Long and short of it: once you write things to disk you are not longer dealing with "data structures" - you are dealing with "serialization" and "databases. " The C++ STL and its data structures do not really address these issues, but, fortunately, they have already been addressed thousands of times by thousands of programmers already. Chances are 99.9% that they've already written something that will work well for you.
Based on your description, sqlite sounds like it would be a decent, balanced choice for your application.
Well, I'm aware of sqlite and similar libraries/projects, but I need to write this thing from scratch. So the question is how to do it. I simply need someone to point into the right direction, because solutions I've been able to think of so far aren't very elegant.
– SigTerm yesterday What you are doing isn't something that is simple to implement. To have good performance, concurrency, and larger-than-memory datasets, among other things, functioning well and bug-free you may be looking at more time to write your database from scratch than you were initially planning to spend on the project. If this is homework help, please tag it accordingly, if this isn't there shouldn't be a reason not to use tried-and-true libraries to help.
– sirbrialliance yesterday @SigTerm Why do you 'need' to write this from scratch? – Nick Johnson yesterday @sirbrilliance: Not homework (I wonder if there are people that give out homework like that) – SigTerm yesterday @Nick Johnson: "Why do you 'need' to write this from scratch? " I was asked to do it this way, it is job-related.
I can turn down the request if I want, though. I can probably write that thing anyway (won't be pretty, but it will work), but I asked the question because I thought that maybe I'm missing important piece of information and there's a well-known elegant way to do it. – SigTerm yesterday.

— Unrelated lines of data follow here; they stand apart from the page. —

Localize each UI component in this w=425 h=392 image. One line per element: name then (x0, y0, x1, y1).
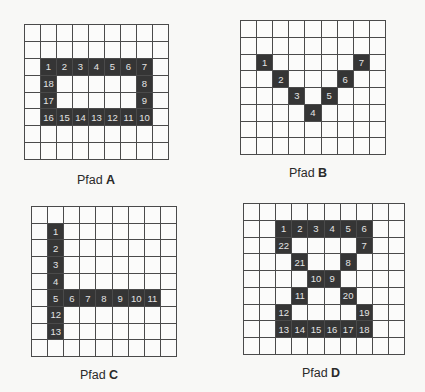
path-cell: 14 (73, 109, 89, 126)
path-cell: 3 (73, 59, 89, 76)
caption-prefix: Pfad (80, 368, 106, 382)
path-cell: 10 (137, 109, 153, 126)
caption-prefix: Pfad (302, 366, 328, 380)
grid-cell (73, 143, 89, 160)
grid-cell (129, 324, 145, 341)
grid-cell (121, 25, 137, 42)
grid-cell (105, 25, 121, 42)
grid-cell (354, 122, 370, 139)
grid-cell (89, 76, 105, 93)
grid-cell (161, 307, 177, 324)
grid-cell (161, 207, 177, 224)
grid-cell (273, 21, 289, 38)
path-cell: 9 (113, 290, 129, 307)
grid-cell (305, 38, 321, 55)
grid-cell (113, 274, 129, 291)
grid-cell (57, 93, 73, 110)
grid-cell (96, 207, 112, 224)
grid-cell (113, 257, 129, 274)
grid-cell (89, 42, 105, 59)
grid-cell (322, 138, 338, 155)
path-cell: 12 (105, 109, 121, 126)
path-cell: 11 (145, 290, 161, 307)
grid-cell (244, 238, 260, 255)
grid-cell (137, 126, 153, 143)
grid-cell (96, 224, 112, 241)
grid-cell (80, 307, 96, 324)
grid-cell (145, 340, 161, 357)
grid-cell (41, 143, 57, 160)
path-cell: 7 (80, 290, 96, 307)
grid-cell (322, 38, 338, 55)
grid-cell (73, 42, 89, 59)
grid-cell (137, 143, 153, 160)
grid-cell (322, 55, 338, 72)
grid-cell (373, 288, 389, 305)
grid-cell (257, 21, 273, 38)
grid-cell (373, 254, 389, 271)
grid-cell (308, 288, 324, 305)
grid-cell (341, 271, 357, 288)
path-cell: 11 (292, 288, 308, 305)
grid-cell (325, 204, 341, 221)
grid-cell (121, 143, 137, 160)
path-cell: 8 (137, 76, 153, 93)
grid-cell (153, 25, 169, 42)
grid-cell (276, 271, 292, 288)
grid-cell (129, 240, 145, 257)
grid-cell (64, 257, 80, 274)
grid-cell (322, 122, 338, 139)
grid-cell (257, 122, 273, 139)
path-cell: 14 (292, 321, 308, 338)
path-cell: 1 (48, 224, 64, 241)
path-cell: 16 (325, 321, 341, 338)
grid-cell (113, 307, 129, 324)
grid-cell (308, 204, 324, 221)
grid-cell (41, 126, 57, 143)
grid-cell (105, 76, 121, 93)
grid-cell (48, 340, 64, 357)
grid-cell (273, 105, 289, 122)
path-cell: 5 (341, 221, 357, 238)
path-cell: 11 (121, 109, 137, 126)
grid-cell (341, 338, 357, 355)
grid-cell (322, 21, 338, 38)
grid-cell (292, 271, 308, 288)
grid-cell (276, 254, 292, 271)
grid-cell (370, 55, 386, 72)
caption-letter: D (331, 366, 340, 380)
grid-cell (129, 307, 145, 324)
grid-cell (96, 324, 112, 341)
grid-cell (357, 338, 373, 355)
grid-cell (257, 71, 273, 88)
grid-cell (25, 42, 41, 59)
grid-cell (276, 204, 292, 221)
grid-cell (389, 288, 405, 305)
grid-cell (145, 257, 161, 274)
grid-cell (48, 207, 64, 224)
grid-cell (25, 76, 41, 93)
grid-cell (370, 71, 386, 88)
grid-cell (260, 271, 276, 288)
grid-cell (32, 274, 48, 291)
path-cell: 22 (276, 238, 292, 255)
path-cell: 5 (48, 290, 64, 307)
grid-cell (338, 122, 354, 139)
caption-pfad-c: Pfad C (80, 368, 118, 382)
path-cell: 20 (341, 288, 357, 305)
grid-cell (80, 240, 96, 257)
grid-cell (57, 25, 73, 42)
grid-cell (57, 143, 73, 160)
grid-cell (145, 307, 161, 324)
grid-cell (289, 105, 305, 122)
grid-cell (305, 21, 321, 38)
grid-cell (389, 338, 405, 355)
grid-cell (292, 305, 308, 322)
grid-cell (273, 122, 289, 139)
grid-cell (273, 88, 289, 105)
grid-cell (161, 340, 177, 357)
grid-cell (305, 122, 321, 139)
grid-cell (373, 305, 389, 322)
grid-cell (161, 224, 177, 241)
grid-pfad-d: 12345622721810911201219131415161718 (243, 203, 405, 355)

If you only need to do lookups (and insertions, deletions) by key, and not more complex field-based queries, BDB may be a better choice for your application.
I cant really gove you an answer,but what I can give you is a way to a solution, that is you have to find the anglde that you relate to or peaks your interest. A good paper is one that people get drawn into because it reaches them ln some way.As for me WW11 to me, I think of the holocaust and the effect it had on the survivors, their families and those who stood by and did nothing until it was too late.